Assuming you’re asking about polymerase chain reaction.

As positive control, you use a sample known to contain the locus (stretch of DNA) of interest. As a negative control, you use no sample at all — just dilution buffer.

The positive control should return positive (low Ct) and the negative control should return negative (very high/incalculable Ct). If there’s a contamination that causes false positives in one of your reagents, then that’d probably show up as the negative control not returning negative.

Anonymous 0 Comments

Imagine predicting a yes or no answer, there are for possible outcomes of your prediction.

You guessed “yes” and the answer was “yes” (true positive)

You guessed “no” and the answer was “no” (true negative)

You guessed “yes” and the answer was “no” (false positive)

You guessed “no” and the answer was “yes” (false negative)

The reality is, any possible prediction will be tainted with all of the above, so what are you testing?

Let’s pretend it’s a cancer diagnosis.

In this case guessing “Yes” and the answer is “no” just means maybe the person took some extra tests or had a ‘scare’. That’s not terrible.

Guessing “no” and and the answer is “yes” means the person died.
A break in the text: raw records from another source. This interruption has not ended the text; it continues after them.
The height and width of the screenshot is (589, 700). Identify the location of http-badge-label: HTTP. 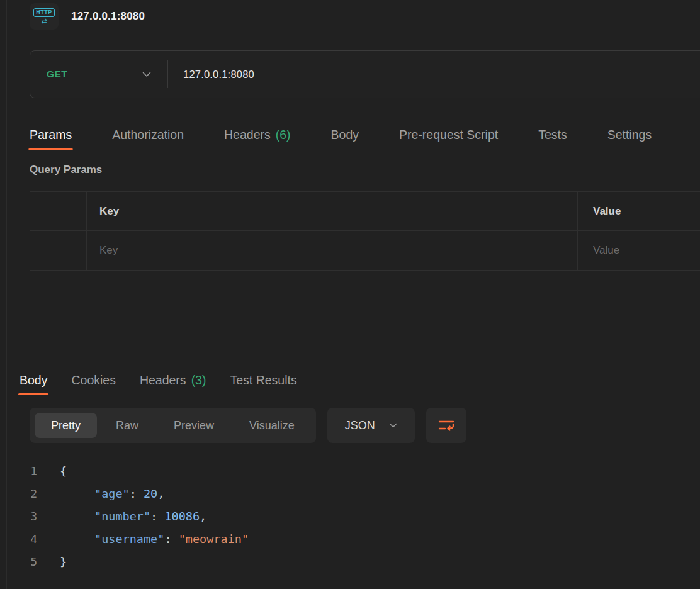
(44, 13).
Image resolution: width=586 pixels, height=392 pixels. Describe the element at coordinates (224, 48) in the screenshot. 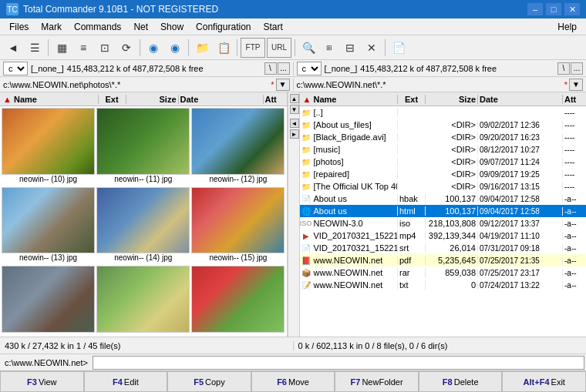

I see `copy-button: 📋` at that location.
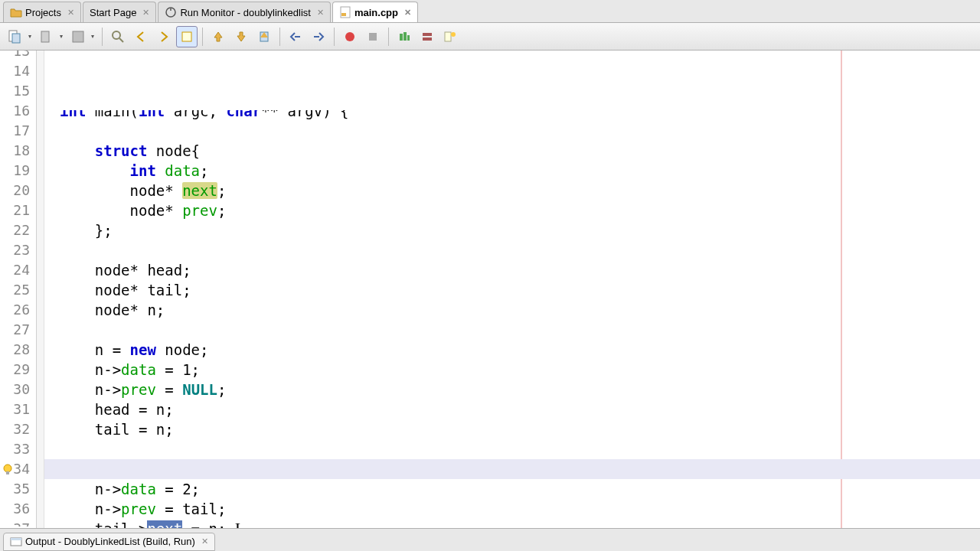 The width and height of the screenshot is (980, 551). I want to click on tab-label: Run Monitor - doublylinkedlist, so click(245, 12).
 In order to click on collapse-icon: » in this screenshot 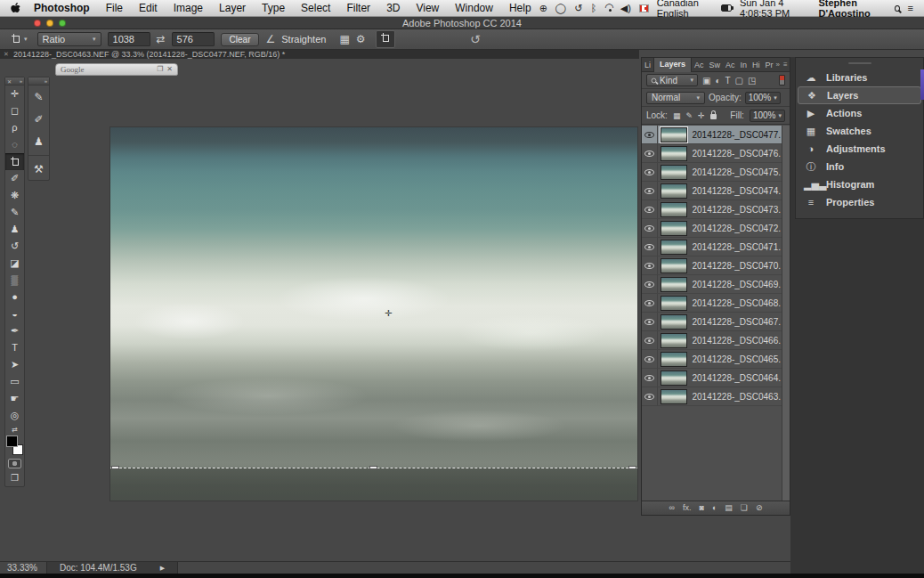, I will do `click(46, 81)`.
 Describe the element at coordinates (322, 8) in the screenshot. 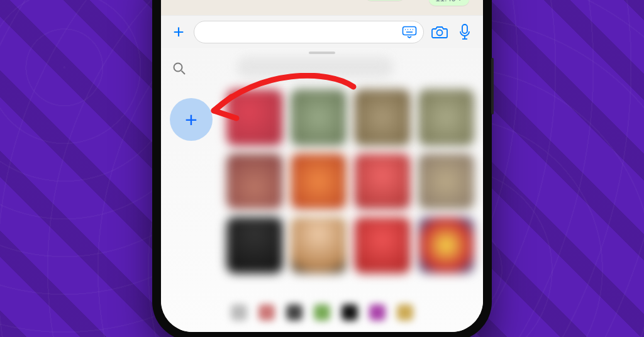

I see `chat-area: 11:49 ✓ 11:49 ✓` at that location.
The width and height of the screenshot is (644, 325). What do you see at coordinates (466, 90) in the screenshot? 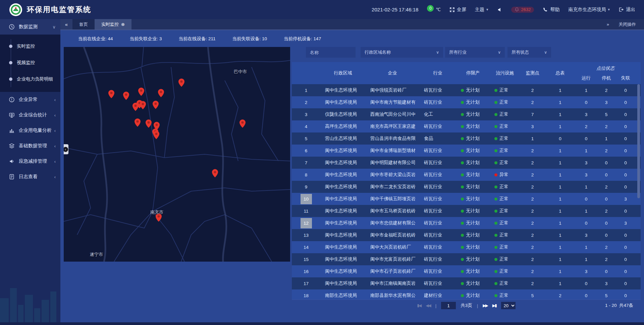
I see `table-row: 1阆中生态环境局阆中强锐页岩砖厂砖瓦行业无计划正常21120` at bounding box center [466, 90].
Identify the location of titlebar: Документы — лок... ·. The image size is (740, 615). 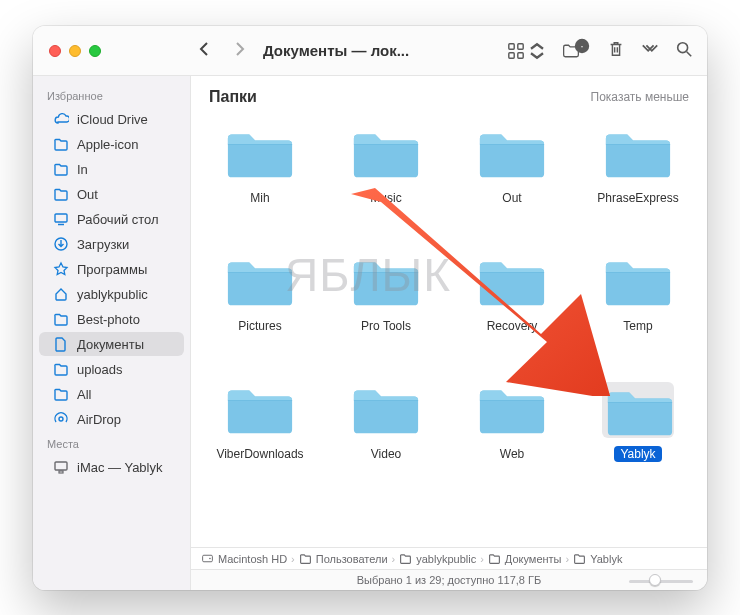
(370, 51).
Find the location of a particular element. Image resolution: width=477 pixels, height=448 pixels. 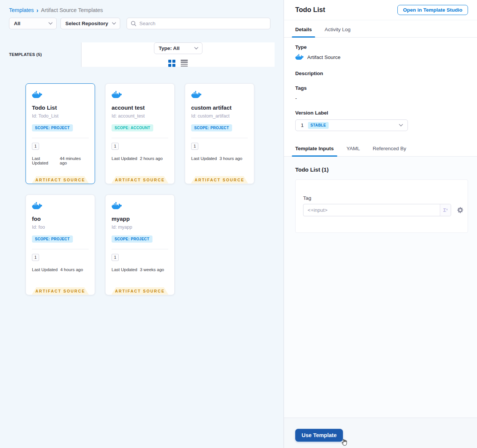

tab-referenced-by: Referenced By is located at coordinates (389, 149).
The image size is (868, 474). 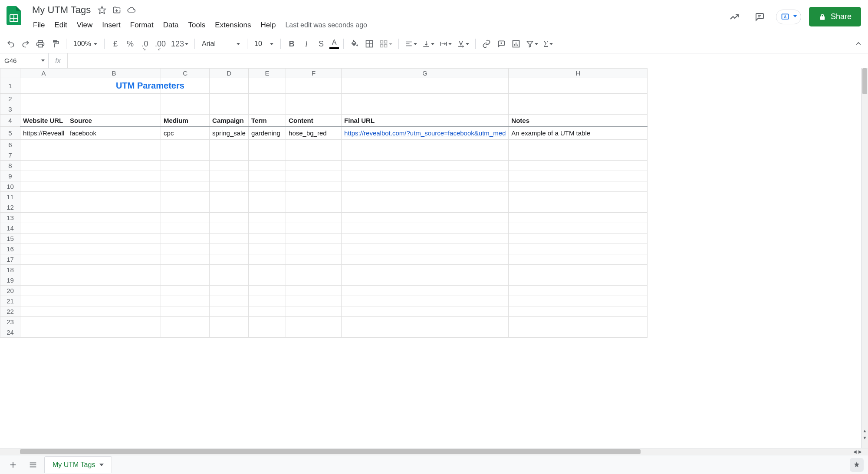 I want to click on cell-D9, so click(x=229, y=176).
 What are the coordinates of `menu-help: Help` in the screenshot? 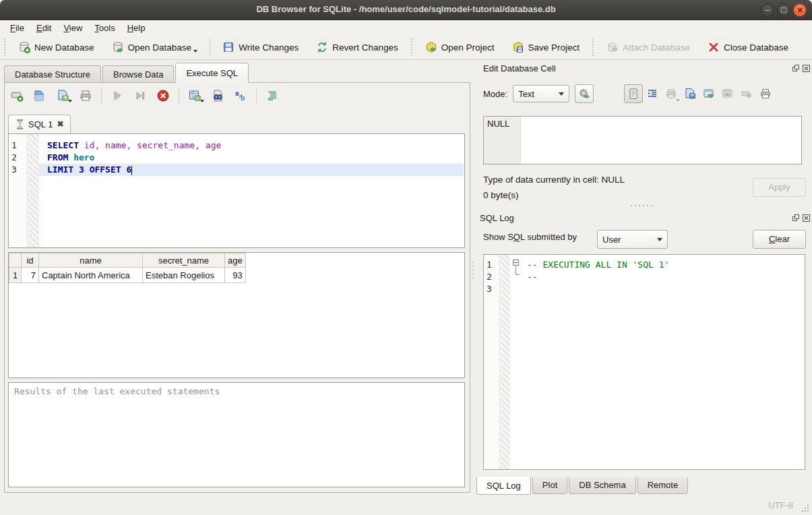 It's located at (136, 28).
That’s muy no bueno.

So there is a sliding scale you’d invent as the predictor, you can “bias the test to always favor “yes”es unless it’s really, really, really, really sure the answer is no. This creates a lot more false positives, but has almost no false negatives. You’re trading expense for lives. A fair trade.

But how do you, as a real life predictor, really know where the test is ‘programmed’ outside of a college level statistics word problem? You’d include some rigged ‘controls’, you already know the answer to those because you rigged it. If the test hits ‘no’ on a lot of positive controls you might risking more false negatives than you’d prefer. If the test hits a lot of ‘yes’s on negative controls, you might be taking a different risk.

If the results are all over the place the test is designed wrong or your haven’t fully evaluated your procedures properly.